- DREs are too complex. There are typically 50,000+ lines of code in a DRE, much of that involves user interface and audio capability, and providing the DRE interface and user experience is not worth the hit in complexity.
- DREs serve as a bottleneck on election day. DREs are expensive, and so it is unlikely that precincts will have more than they need. Since voters typically spend several minutes voting, and I've observed as a poll worker that quite a few voters take more than 10 minutes, the potential for long lines is tremendous. Once a backlog of voters is created, it only gets worse, as the effect propagates much like the airline systems gets backed up in a positive feedback loop of delays once some flights are late.
- DREs are non-transparent. The public justifiably does not trust them. They cannot be independently audited, despite the vendor's insincere claims to the contrary. Even DREs with a VVPAT cannot be properly audited because they just don't work as we would hope. Voters often do not check the paper. The paper rolls used by most vendors do not lend themselves to easy recounts, and the retrofitting of DREs with VVPAT has led to awkward and sometimes ill defined procedures, especially when a voter disputes the printout.
- Finally, a much better model for voting systems exists, namely, paper ballots with optical scan precinct counting and ballot marking machines for disability access.
So, it is no surprise that Diebold can't sell their voting business. They'd be as likely to sell 8 track players instead of ipods.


#### WHAT YOU NEED TO DO
Make an exact copy of every entry below, with the pictures left out.

*** Opening MATERIAL PROVIDED ***

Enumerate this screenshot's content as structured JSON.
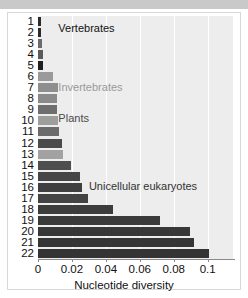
{
  "figure": {
    "background_color": "#ffffff",
    "plot_background_color": "#ededed",
    "top_band_color": "#c9c9c9"
  },
  "chart_data": {
    "type": "bar",
    "orientation": "horizontal",
    "title": "",
    "xlabel": "Nucleotide diversity",
    "ylabel": "",
    "xlim": [
      0,
      0.1155
    ],
    "ylim": [
      0.5,
      22.5
    ],
    "grid": true,
    "grid_axis": "x",
    "legend": null,
    "xticks": [
      0,
      0.02,
      0.04,
      0.06,
      0.08,
      0.1
    ],
    "xticklabels": [
      "0",
      "0.02",
      "0.04",
      "0.06",
      "0.08",
      "0.1"
    ],
    "categories": [
      "1",
      "2",
      "3",
      "4",
      "5",
      "6",
      "7",
      "8",
      "9",
      "10",
      "11",
      "12",
      "13",
      "14",
      "15",
      "16",
      "17",
      "18",
      "19",
      "20",
      "21",
      "22"
    ],
    "values": [
      0.0018,
      0.0019,
      0.0026,
      0.0028,
      0.0031,
      0.0086,
      0.0115,
      0.0112,
      0.0111,
      0.0118,
      0.0124,
      0.0142,
      0.0146,
      0.0196,
      0.0249,
      0.0262,
      0.0293,
      0.044,
      0.0718,
      0.0898,
      0.092,
      0.101
    ],
    "bar_colors": [
      "#2b2b2b",
      "#2b2b2b",
      "#6b6b6b",
      "#5a5a5a",
      "#1f1f1f",
      "#9a9a9a",
      "#8e8e8e",
      "#8a8a8a",
      "#6e6e6e",
      "#9e9e9e",
      "#6b6b6b",
      "#4a4a4a",
      "#a2a2a2",
      "#4e4e4e",
      "#464646",
      "#3f3f3f",
      "#434343",
      "#3c3c3c",
      "#3a3a3a",
      "#383838",
      "#363636",
      "#343434"
    ],
    "annotations": [
      {
        "text": "Vertebrates",
        "x": 0.012,
        "y": 1.6,
        "color": "#111111"
      },
      {
        "text": "Invertebrates",
        "x": 0.012,
        "y": 7.0,
        "color": "#9a9a9a"
      },
      {
        "text": "Plants",
        "x": 0.012,
        "y": 9.8,
        "color": "#4a4a4a"
      },
      {
        "text": "Unicellular eukaryotes",
        "x": 0.03,
        "y": 15.9,
        "color": "#333333"
      }
    ]
  }
}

*** Closing MATERIAL PROVIDED ***

#### RESPONSE BOX
Enumerate this screenshot's content as structured JSON.
{
  "figure": {
    "background_color": "#ffffff",
    "plot_background_color": "#ededed",
    "top_band_color": "#c9c9c9"
  },
  "chart_data": {
    "type": "bar",
    "orientation": "horizontal",
    "title": "",
    "xlabel": "Nucleotide diversity",
    "ylabel": "",
    "xlim": [
      0,
      0.1155
    ],
    "ylim": [
      0.5,
      22.5
    ],
    "grid": true,
    "grid_axis": "x",
    "legend": null,
    "xticks": [
      0,
      0.02,
      0.04,
      0.06,
      0.08,
      0.1
    ],
    "xticklabels": [
      "0",
      "0.02",
      "0.04",
      "0.06",
      "0.08",
      "0.1"
    ],
    "categories": [
      "1",
      "2",
      "3",
      "4",
      "5",
      "6",
      "7",
      "8",
      "9",
      "10",
      "11",
      "12",
      "13",
      "14",
      "15",
      "16",
      "17",
      "18",
      "19",
      "20",
      "21",
      "22"
    ],
    "values": [
      0.0018,
      0.0019,
      0.0026,
      0.0028,
      0.0031,
      0.0086,
      0.0115,
      0.0112,
      0.0111,
      0.0118,
      0.0124,
      0.0142,
      0.0146,
      0.0196,
      0.0249,
      0.0262,
      0.0293,
      0.044,
      0.0718,
      0.0898,
      0.092,
      0.101
    ],
    "bar_colors": [
      "#2b2b2b",
      "#2b2b2b",
      "#6b6b6b",
      "#5a5a5a",
      "#1f1f1f",
      "#9a9a9a",
      "#8e8e8e",
      "#8a8a8a",
      "#6e6e6e",
      "#9e9e9e",
      "#6b6b6b",
      "#4a4a4a",
      "#a2a2a2",
      "#4e4e4e",
      "#464646",
      "#3f3f3f",
      "#434343",
      "#3c3c3c",
      "#3a3a3a",
      "#383838",
      "#363636",
      "#343434"
    ],
    "annotations": [
      {
        "text": "Vertebrates",
        "x": 0.012,
        "y": 1.6,
        "color": "#111111"
      },
      {
        "text": "Invertebrates",
        "x": 0.012,
        "y": 7.0,
        "color": "#9a9a9a"
      },
      {
        "text": "Plants",
        "x": 0.012,
        "y": 9.8,
        "color": "#4a4a4a"
      },
      {
        "text": "Unicellular eukaryotes",
        "x": 0.03,
        "y": 15.9,
        "color": "#333333"
      }
    ]
  }
}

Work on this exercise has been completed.